- [Supplied data]
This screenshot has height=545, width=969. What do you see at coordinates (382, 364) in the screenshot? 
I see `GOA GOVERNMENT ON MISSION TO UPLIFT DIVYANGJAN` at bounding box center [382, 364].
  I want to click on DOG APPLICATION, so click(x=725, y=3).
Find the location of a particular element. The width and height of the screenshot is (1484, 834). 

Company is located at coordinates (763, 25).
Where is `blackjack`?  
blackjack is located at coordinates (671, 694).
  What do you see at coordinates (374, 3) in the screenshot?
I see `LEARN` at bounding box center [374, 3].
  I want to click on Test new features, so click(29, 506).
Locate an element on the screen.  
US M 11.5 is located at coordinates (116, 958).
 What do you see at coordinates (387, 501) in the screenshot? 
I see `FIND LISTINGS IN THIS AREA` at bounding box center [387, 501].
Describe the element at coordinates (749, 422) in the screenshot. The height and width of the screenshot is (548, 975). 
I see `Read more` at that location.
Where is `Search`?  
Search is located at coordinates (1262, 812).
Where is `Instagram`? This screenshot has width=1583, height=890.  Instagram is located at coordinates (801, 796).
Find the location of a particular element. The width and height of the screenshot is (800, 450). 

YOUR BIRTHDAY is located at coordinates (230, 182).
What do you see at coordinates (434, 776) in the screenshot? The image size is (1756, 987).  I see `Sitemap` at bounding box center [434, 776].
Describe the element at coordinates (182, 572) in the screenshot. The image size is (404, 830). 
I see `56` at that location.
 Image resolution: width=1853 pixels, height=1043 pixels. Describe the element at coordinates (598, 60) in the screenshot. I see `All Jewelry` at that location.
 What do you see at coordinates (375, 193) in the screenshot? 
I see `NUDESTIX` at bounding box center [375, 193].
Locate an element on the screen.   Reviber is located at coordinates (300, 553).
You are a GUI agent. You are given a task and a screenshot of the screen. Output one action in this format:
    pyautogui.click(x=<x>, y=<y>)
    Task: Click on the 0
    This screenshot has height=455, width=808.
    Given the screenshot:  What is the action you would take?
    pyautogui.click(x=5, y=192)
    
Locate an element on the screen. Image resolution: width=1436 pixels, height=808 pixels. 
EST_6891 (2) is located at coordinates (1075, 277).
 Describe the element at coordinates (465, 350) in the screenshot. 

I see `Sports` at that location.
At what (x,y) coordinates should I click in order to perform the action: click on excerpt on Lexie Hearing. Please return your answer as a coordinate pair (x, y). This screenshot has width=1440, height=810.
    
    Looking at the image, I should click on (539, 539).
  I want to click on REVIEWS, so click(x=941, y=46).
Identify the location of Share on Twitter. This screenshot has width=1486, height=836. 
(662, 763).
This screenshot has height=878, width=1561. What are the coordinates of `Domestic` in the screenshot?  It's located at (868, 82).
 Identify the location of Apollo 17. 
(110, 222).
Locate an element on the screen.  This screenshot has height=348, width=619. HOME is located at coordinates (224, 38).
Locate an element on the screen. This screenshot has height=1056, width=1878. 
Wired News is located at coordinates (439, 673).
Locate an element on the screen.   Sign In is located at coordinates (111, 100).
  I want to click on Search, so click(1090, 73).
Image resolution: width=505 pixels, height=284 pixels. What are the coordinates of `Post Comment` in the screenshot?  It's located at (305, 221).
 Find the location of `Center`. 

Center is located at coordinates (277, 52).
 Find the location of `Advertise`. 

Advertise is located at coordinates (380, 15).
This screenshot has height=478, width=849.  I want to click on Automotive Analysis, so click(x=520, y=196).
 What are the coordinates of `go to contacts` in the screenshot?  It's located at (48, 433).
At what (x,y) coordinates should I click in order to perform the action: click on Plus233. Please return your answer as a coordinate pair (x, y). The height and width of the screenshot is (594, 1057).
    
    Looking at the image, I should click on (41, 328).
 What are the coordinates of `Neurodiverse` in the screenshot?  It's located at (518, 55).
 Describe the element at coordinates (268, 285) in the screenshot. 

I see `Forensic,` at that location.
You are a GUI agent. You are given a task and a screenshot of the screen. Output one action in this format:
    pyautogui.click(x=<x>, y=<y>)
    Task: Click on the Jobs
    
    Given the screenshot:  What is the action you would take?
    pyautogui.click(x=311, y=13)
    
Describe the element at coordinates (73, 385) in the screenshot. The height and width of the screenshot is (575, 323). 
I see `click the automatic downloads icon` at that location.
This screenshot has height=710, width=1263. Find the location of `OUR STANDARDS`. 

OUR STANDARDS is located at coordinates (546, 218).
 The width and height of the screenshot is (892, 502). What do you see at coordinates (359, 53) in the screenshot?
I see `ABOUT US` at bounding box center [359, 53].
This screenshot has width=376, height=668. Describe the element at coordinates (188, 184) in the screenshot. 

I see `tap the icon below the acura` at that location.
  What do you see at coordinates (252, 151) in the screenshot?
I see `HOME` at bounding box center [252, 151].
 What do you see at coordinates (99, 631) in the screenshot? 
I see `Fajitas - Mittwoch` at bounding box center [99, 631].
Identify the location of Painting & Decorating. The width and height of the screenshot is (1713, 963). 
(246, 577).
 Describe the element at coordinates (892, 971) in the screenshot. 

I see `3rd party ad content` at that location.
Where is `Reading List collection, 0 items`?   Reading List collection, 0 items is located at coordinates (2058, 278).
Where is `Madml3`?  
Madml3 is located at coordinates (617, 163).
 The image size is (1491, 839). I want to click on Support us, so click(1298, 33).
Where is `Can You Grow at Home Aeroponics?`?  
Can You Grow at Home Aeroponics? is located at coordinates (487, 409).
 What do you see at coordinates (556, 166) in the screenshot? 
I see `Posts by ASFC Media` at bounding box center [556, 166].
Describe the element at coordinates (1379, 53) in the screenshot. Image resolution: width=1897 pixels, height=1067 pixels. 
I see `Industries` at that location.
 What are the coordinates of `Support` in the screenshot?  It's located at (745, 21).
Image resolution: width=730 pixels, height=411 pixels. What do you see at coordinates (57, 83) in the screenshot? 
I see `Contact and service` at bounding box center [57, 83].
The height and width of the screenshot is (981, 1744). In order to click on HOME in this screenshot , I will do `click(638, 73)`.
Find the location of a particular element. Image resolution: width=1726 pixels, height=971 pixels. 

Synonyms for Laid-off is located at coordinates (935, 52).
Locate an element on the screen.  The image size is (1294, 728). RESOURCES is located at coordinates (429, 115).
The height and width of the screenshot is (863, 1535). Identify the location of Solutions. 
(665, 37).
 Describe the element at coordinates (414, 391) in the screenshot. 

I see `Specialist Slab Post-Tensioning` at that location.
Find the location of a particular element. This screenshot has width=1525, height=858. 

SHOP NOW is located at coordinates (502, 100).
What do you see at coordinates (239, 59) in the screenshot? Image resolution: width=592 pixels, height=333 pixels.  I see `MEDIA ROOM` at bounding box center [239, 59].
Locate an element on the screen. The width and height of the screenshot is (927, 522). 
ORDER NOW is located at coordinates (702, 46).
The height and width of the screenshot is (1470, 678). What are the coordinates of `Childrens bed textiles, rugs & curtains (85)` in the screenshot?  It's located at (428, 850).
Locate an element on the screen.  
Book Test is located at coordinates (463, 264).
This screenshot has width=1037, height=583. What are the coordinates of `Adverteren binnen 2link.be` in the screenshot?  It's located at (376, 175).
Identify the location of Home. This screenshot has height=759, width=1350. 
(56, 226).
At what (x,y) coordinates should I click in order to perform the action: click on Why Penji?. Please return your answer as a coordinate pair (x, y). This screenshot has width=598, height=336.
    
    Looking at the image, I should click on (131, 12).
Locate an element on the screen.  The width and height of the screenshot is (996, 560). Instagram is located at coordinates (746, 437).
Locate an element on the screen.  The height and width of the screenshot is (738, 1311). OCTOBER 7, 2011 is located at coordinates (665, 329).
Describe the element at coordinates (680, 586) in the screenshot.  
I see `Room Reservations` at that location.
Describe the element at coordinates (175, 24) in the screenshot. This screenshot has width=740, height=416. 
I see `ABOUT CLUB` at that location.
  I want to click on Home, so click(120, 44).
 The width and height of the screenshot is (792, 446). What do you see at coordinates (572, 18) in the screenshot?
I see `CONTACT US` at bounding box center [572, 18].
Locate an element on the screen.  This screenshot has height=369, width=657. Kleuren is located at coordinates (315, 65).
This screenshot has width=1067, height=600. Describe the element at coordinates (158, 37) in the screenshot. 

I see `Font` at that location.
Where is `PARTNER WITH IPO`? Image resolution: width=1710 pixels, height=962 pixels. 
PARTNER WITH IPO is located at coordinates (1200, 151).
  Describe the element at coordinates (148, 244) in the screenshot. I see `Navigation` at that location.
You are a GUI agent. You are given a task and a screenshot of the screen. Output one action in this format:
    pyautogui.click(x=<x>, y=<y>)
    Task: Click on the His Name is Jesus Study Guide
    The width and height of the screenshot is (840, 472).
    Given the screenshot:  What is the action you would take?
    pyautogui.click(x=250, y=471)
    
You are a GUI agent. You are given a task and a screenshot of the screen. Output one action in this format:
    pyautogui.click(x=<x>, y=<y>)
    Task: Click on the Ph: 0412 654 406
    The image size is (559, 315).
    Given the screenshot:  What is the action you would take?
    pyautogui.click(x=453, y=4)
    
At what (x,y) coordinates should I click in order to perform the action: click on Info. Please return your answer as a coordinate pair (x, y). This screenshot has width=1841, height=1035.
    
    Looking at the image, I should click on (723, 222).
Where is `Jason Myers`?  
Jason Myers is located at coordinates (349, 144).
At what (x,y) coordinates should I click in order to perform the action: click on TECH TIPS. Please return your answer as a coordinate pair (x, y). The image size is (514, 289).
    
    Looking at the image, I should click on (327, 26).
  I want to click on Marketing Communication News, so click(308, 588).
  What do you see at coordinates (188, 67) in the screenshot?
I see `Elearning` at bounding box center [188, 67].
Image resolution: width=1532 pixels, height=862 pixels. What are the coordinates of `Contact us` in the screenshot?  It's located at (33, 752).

- [Try it]
In the entries above, find each line with the word "Instagram" and return it.

- [Answer to this problem]
Where is `Instagram`? This screenshot has width=1583, height=890.  Instagram is located at coordinates (801, 796).
Locate an element on the screen.  The width and height of the screenshot is (996, 560). Instagram is located at coordinates (746, 437).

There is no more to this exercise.